Background
He was born on November 10, 1960, in Santo Domingo, of Cuban and Italian background.
He was born on November 10, 1960, in Santo Domingo, of Cuban and Italian background.
In the late 1970s he attended Southern Adventist University, where he majored in biology and chemistry to pursue a career in medicine.
He spent his childhood attending schools in Santo Domingo, Italy and Puerto Rico. During his last year of college, after purchasing a camera, he read a magazine article about Ansel Adams. He dialed information for Carmel-by-the-Sea, California, and called Adams cold.
The friendship and mentoring from Adams guided and motivated him until Adams died.
A few weeks later during the summer of 1983 he got his first break, at the Chattanooga Times. The next year he was part of the International Olympic Press Pool covering the 1984 Summer Olympics in Los Los Angeles
In 1985 Paganelli moved to Washington, District of Columbia, to work for Agence France Presse. After working there for seven months, and tired of the poor treatment given to photographers at that news agency, he decided never again to work for another organization as a staff photographer.
As he began a freelance career, his regular clients included the Washington Post, United States of America Today, and Reuters.
A couple years later he added magazines to his clietele, starting with Forbes. Since then his photos have appeared on the covers and inside pages of Sports Illustrated, Life, Time, People, Newsweek, Business Week, Bloomberg, Der Stern, Der Spiegel, Entertainment Weekly, Vibe, and Readers Digest. One of the highlights of his career is a photograph he took of Cal Ripken Junior after he broke Lou Gehrig"s record for the most consecutive games played which became the cover for Sports Illustrated in 1995.
In the summer of 2011 one of his images was selected for exhibition in the Art of Photography Show in San Diego.
On the summer of 2012 Paganelli was invited for a photo show in Street St. Petersburg, Russia, of his Black Cowboys documentary at the prestigious Manege Museum during the Photo Vernissage 2012. He also gave a few television and radios interviews to Russian stations.
In addition to his work for magazines and advertising, Paganelli has also engaged in various independent projects. Cuba documentary
In the late 1980s he was one of the few United States photographers to visit Cuba.
This work culminated in his first exhibit in 1995, which earned him a fellowship award from the Virginia Commission for the Arts.
Frank Van Riper reviewed the exhibit for the Washington Post and wrote that "Manuello Paganelli’s Cuban photographs are a brilliant window on a land and people too long hidden from North American eyes. Working in the tradition of Cartier-Bresson and Robert Frank, Paganelli brings an artist’s eyes and a native son’s sensibility to his superb photographs." In an interview by the Richmond Times Dispatch at the opening of his Cuba photo exhibit, Paganelli talks about meeting and photographing Gregorio Fuentes, whom Ernest Hemingway used as a model for The Old Manitoba and the Sea. In the same interview Paganelli talks about finding his long-lost family which was separated in 1959 after the Cuban revolution.
Black cowboys documentary
In the early 1990s he started work on his Black Cowboys series, sponsored by Emerge magazine.
In March 2009 this work was featured at The Annenberg Space for Photography. Fine arts nudes
In the mid-1990s he commenced to shoot female nude figures.
As with his black and white documentaries, this work was done with black and white film which he processed and printed himself in his darkroom.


● **What is needed**
In your copy of the entries, please include no pictures and return every word exactly.

● **Records for this task**
BEGIN

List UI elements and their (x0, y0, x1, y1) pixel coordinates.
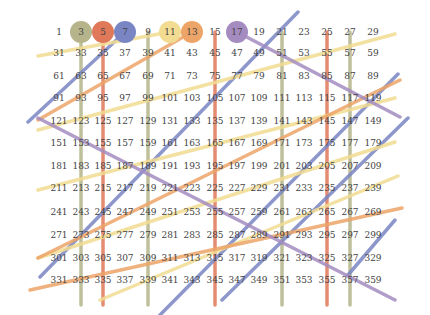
number-cell: 171 (273, 138, 290, 148)
number-cell: 7 (122, 27, 128, 37)
number-cell: 161 (161, 138, 178, 148)
number-cell: 357 (341, 275, 358, 285)
number-cell: 249 (139, 207, 156, 217)
number-cell: 1 (56, 27, 62, 37)
number-cell: 333 (72, 275, 89, 285)
number-cell: 95 (97, 93, 109, 103)
number-cell: 219 (139, 183, 156, 193)
number-cell: 309 (139, 253, 156, 263)
number-cell: 209 (364, 161, 381, 171)
number-cell: 287 (228, 230, 245, 240)
number-cell: 215 (94, 183, 111, 193)
number-cell: 103 (183, 93, 200, 103)
number-cell: 243 (72, 207, 89, 217)
number-cell: 225 (206, 183, 223, 193)
number-cell: 17 (231, 27, 243, 37)
number-cell: 341 (161, 275, 178, 285)
number-cell: 197 (228, 161, 245, 171)
number-cell: 293 (295, 230, 312, 240)
number-cell: 167 (228, 138, 245, 148)
number-cell: 165 (206, 138, 223, 148)
number-cell: 319 (250, 253, 267, 263)
number-cell: 129 (139, 116, 156, 126)
number-cell: 29 (367, 27, 379, 37)
number-cell: 265 (318, 207, 335, 217)
number-cell: 305 (94, 253, 111, 263)
number-cell: 353 (295, 275, 312, 285)
number-cell: 269 (364, 207, 381, 217)
number-cell: 241 (50, 207, 67, 217)
number-cell: 235 (318, 183, 335, 193)
number-cell: 141 (273, 116, 290, 126)
number-cell: 181 (50, 161, 67, 171)
number-cell: 253 (183, 207, 200, 217)
number-cell: 191 (161, 161, 178, 171)
number-cell: 79 (253, 71, 265, 81)
number-cell: 193 (183, 161, 200, 171)
number-cell: 325 (318, 253, 335, 263)
number-cell: 11 (164, 27, 175, 37)
number-cell: 351 (273, 275, 290, 285)
number-cell: 121 (50, 116, 67, 126)
number-cell: 109 (250, 93, 267, 103)
number-cell: 9 (145, 27, 151, 37)
number-cell: 359 (364, 275, 381, 285)
number-cell: 93 (75, 93, 87, 103)
multiples-of-7-line (348, 220, 395, 275)
number-cell: 179 (364, 138, 381, 148)
number-cell: 195 (206, 161, 223, 171)
number-cell: 41 (164, 48, 175, 58)
number-cell: 251 (161, 207, 178, 217)
number-cell: 223 (183, 183, 200, 193)
number-cell: 323 (295, 253, 312, 263)
number-cell: 27 (344, 27, 356, 37)
number-cell: 85 (321, 71, 333, 81)
number-cell: 81 (276, 71, 287, 81)
number-cell: 199 (250, 161, 267, 171)
number-cell: 291 (273, 230, 290, 240)
number-cell: 175 (318, 138, 335, 148)
number-cell: 307 (116, 253, 133, 263)
number-cell: 63 (75, 71, 87, 81)
number-cell: 59 (367, 48, 379, 58)
number-cell: 289 (250, 230, 267, 240)
number-cell: 153 (72, 138, 89, 148)
number-cell: 143 (295, 116, 312, 126)
number-cell: 127 (116, 116, 133, 126)
number-cell: 67 (119, 71, 131, 81)
number-cell: 97 (119, 93, 131, 103)
number-cell: 263 (295, 207, 312, 217)
number-cell: 151 (50, 138, 67, 148)
number-cell: 69 (142, 71, 154, 81)
prime-circles (70, 21, 248, 43)
number-cell: 207 (341, 161, 358, 171)
number-cell: 23 (298, 27, 310, 37)
number-cell: 75 (209, 71, 221, 81)
number-cell: 283 (183, 230, 200, 240)
number-cell: 233 (295, 183, 312, 193)
number-cell: 237 (341, 183, 358, 193)
number-cell: 303 (72, 253, 89, 263)
number-cell: 19 (253, 27, 265, 37)
number-cell: 279 (139, 230, 156, 240)
number-cell: 285 (206, 230, 223, 240)
number-cell: 123 (72, 116, 89, 126)
number-cell: 65 (97, 71, 109, 81)
number-cell: 229 (250, 183, 267, 193)
number-cell: 35 (97, 48, 109, 58)
number-cell: 89 (367, 71, 379, 81)
number-cell: 55 (321, 48, 333, 58)
number-cell: 345 (206, 275, 223, 285)
number-cell: 355 (318, 275, 335, 285)
number-cell: 275 (94, 230, 111, 240)
number-cell: 299 (364, 230, 381, 240)
number-cell: 25 (321, 27, 333, 37)
number-cell: 221 (161, 183, 178, 193)
number-cell: 337 (116, 275, 133, 285)
number-cell: 117 (341, 93, 358, 103)
number-cell: 5 (100, 27, 106, 37)
number-cell: 47 (231, 48, 243, 58)
number-cell: 125 (94, 116, 111, 126)
number-cell: 173 (295, 138, 312, 148)
number-cell: 339 (139, 275, 156, 285)
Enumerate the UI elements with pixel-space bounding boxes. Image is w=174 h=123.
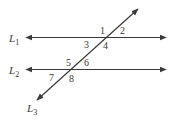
line-l3-transversal (37, 9, 138, 100)
angle-label-1: 1 (100, 25, 105, 36)
label-l2: L2 (8, 64, 19, 79)
parallel-lines-transversal-diagram: L1 L2 L3 1 2 3 4 5 6 7 8 (0, 0, 174, 123)
angle-label-4: 4 (103, 40, 108, 51)
label-l3: L3 (26, 102, 37, 117)
angle-label-6: 6 (84, 57, 89, 68)
angle-label-2: 2 (120, 25, 125, 36)
angle-label-3: 3 (84, 39, 89, 50)
angle-label-5: 5 (66, 57, 71, 68)
angle-label-8: 8 (69, 73, 74, 84)
label-l1: L1 (8, 32, 19, 47)
angle-label-7: 7 (49, 72, 54, 83)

END

● **Output**
List UI elements and their (x0, y0, x1, y1) pixel coordinates.
number-cell: 171 (273, 138, 290, 148)
number-cell: 7 (122, 27, 128, 37)
number-cell: 161 (161, 138, 178, 148)
number-cell: 357 (341, 275, 358, 285)
number-cell: 249 (139, 207, 156, 217)
number-cell: 1 (56, 27, 62, 37)
number-cell: 333 (72, 275, 89, 285)
number-cell: 95 (97, 93, 109, 103)
number-cell: 219 (139, 183, 156, 193)
number-cell: 309 (139, 253, 156, 263)
number-cell: 209 (364, 161, 381, 171)
number-cell: 287 (228, 230, 245, 240)
number-cell: 215 (94, 183, 111, 193)
number-cell: 103 (183, 93, 200, 103)
number-cell: 243 (72, 207, 89, 217)
number-cell: 225 (206, 183, 223, 193)
number-cell: 17 (231, 27, 243, 37)
number-cell: 341 (161, 275, 178, 285)
number-cell: 197 (228, 161, 245, 171)
number-cell: 293 (295, 230, 312, 240)
number-cell: 167 (228, 138, 245, 148)
number-cell: 165 (206, 138, 223, 148)
number-cell: 319 (250, 253, 267, 263)
number-cell: 129 (139, 116, 156, 126)
number-cell: 29 (367, 27, 379, 37)
number-cell: 265 (318, 207, 335, 217)
number-cell: 305 (94, 253, 111, 263)
number-cell: 353 (295, 275, 312, 285)
number-cell: 269 (364, 207, 381, 217)
number-cell: 241 (50, 207, 67, 217)
number-cell: 235 (318, 183, 335, 193)
number-cell: 141 (273, 116, 290, 126)
number-cell: 181 (50, 161, 67, 171)
number-cell: 253 (183, 207, 200, 217)
number-cell: 191 (161, 161, 178, 171)
number-cell: 79 (253, 71, 265, 81)
number-cell: 193 (183, 161, 200, 171)
number-cell: 325 (318, 253, 335, 263)
number-cell: 11 (164, 27, 175, 37)
number-cell: 351 (273, 275, 290, 285)
number-cell: 121 (50, 116, 67, 126)
number-cell: 109 (250, 93, 267, 103)
number-cell: 9 (145, 27, 151, 37)
number-cell: 359 (364, 275, 381, 285)
number-cell: 93 (75, 93, 87, 103)
multiples-of-7-line (348, 220, 395, 275)
number-cell: 179 (364, 138, 381, 148)
number-cell: 195 (206, 161, 223, 171)
number-cell: 41 (164, 48, 175, 58)
number-cell: 251 (161, 207, 178, 217)
number-cell: 223 (183, 183, 200, 193)
number-cell: 323 (295, 253, 312, 263)
number-cell: 27 (344, 27, 356, 37)
number-cell: 85 (321, 71, 333, 81)
number-cell: 81 (276, 71, 287, 81)
number-cell: 199 (250, 161, 267, 171)
number-cell: 291 (273, 230, 290, 240)
number-cell: 175 (318, 138, 335, 148)
number-cell: 307 (116, 253, 133, 263)
number-cell: 63 (75, 71, 87, 81)
number-cell: 59 (367, 48, 379, 58)
number-cell: 289 (250, 230, 267, 240)
number-cell: 153 (72, 138, 89, 148)
number-cell: 143 (295, 116, 312, 126)
number-cell: 127 (116, 116, 133, 126)
number-cell: 67 (119, 71, 131, 81)
number-cell: 97 (119, 93, 131, 103)
number-cell: 263 (295, 207, 312, 217)
number-cell: 151 (50, 138, 67, 148)
number-cell: 69 (142, 71, 154, 81)
prime-circles (70, 21, 248, 43)
number-cell: 207 (341, 161, 358, 171)
number-cell: 23 (298, 27, 310, 37)
number-cell: 75 (209, 71, 221, 81)
number-cell: 283 (183, 230, 200, 240)
number-cell: 233 (295, 183, 312, 193)
number-cell: 237 (341, 183, 358, 193)
number-cell: 303 (72, 253, 89, 263)
number-cell: 19 (253, 27, 265, 37)
number-cell: 279 (139, 230, 156, 240)
number-cell: 285 (206, 230, 223, 240)
number-cell: 123 (72, 116, 89, 126)
number-cell: 65 (97, 71, 109, 81)
number-cell: 229 (250, 183, 267, 193)
number-cell: 35 (97, 48, 109, 58)
number-cell: 89 (367, 71, 379, 81)
number-cell: 55 (321, 48, 333, 58)
number-cell: 345 (206, 275, 223, 285)
number-cell: 355 (318, 275, 335, 285)
number-cell: 275 (94, 230, 111, 240)
number-cell: 299 (364, 230, 381, 240)
number-cell: 25 (321, 27, 333, 37)
number-cell: 221 (161, 183, 178, 193)
number-cell: 337 (116, 275, 133, 285)
number-cell: 117 (341, 93, 358, 103)
number-cell: 5 (100, 27, 106, 37)
number-cell: 47 (231, 48, 243, 58)
number-cell: 125 (94, 116, 111, 126)
number-cell: 173 (295, 138, 312, 148)
number-cell: 339 (139, 275, 156, 285)
Enumerate the UI elements with pixel-space bounding boxes. Image is w=174 h=123.
line-l3-transversal (37, 9, 138, 100)
angle-label-1: 1 (100, 25, 105, 36)
label-l2: L2 (8, 64, 19, 79)
parallel-lines-transversal-diagram: L1 L2 L3 1 2 3 4 5 6 7 8 (0, 0, 174, 123)
angle-label-4: 4 (103, 40, 108, 51)
label-l3: L3 (26, 102, 37, 117)
angle-label-6: 6 (84, 57, 89, 68)
angle-label-2: 2 (120, 25, 125, 36)
angle-label-3: 3 (84, 39, 89, 50)
angle-label-5: 5 (66, 57, 71, 68)
angle-label-8: 8 (69, 73, 74, 84)
label-l1: L1 (8, 32, 19, 47)
angle-label-7: 7 (49, 72, 54, 83)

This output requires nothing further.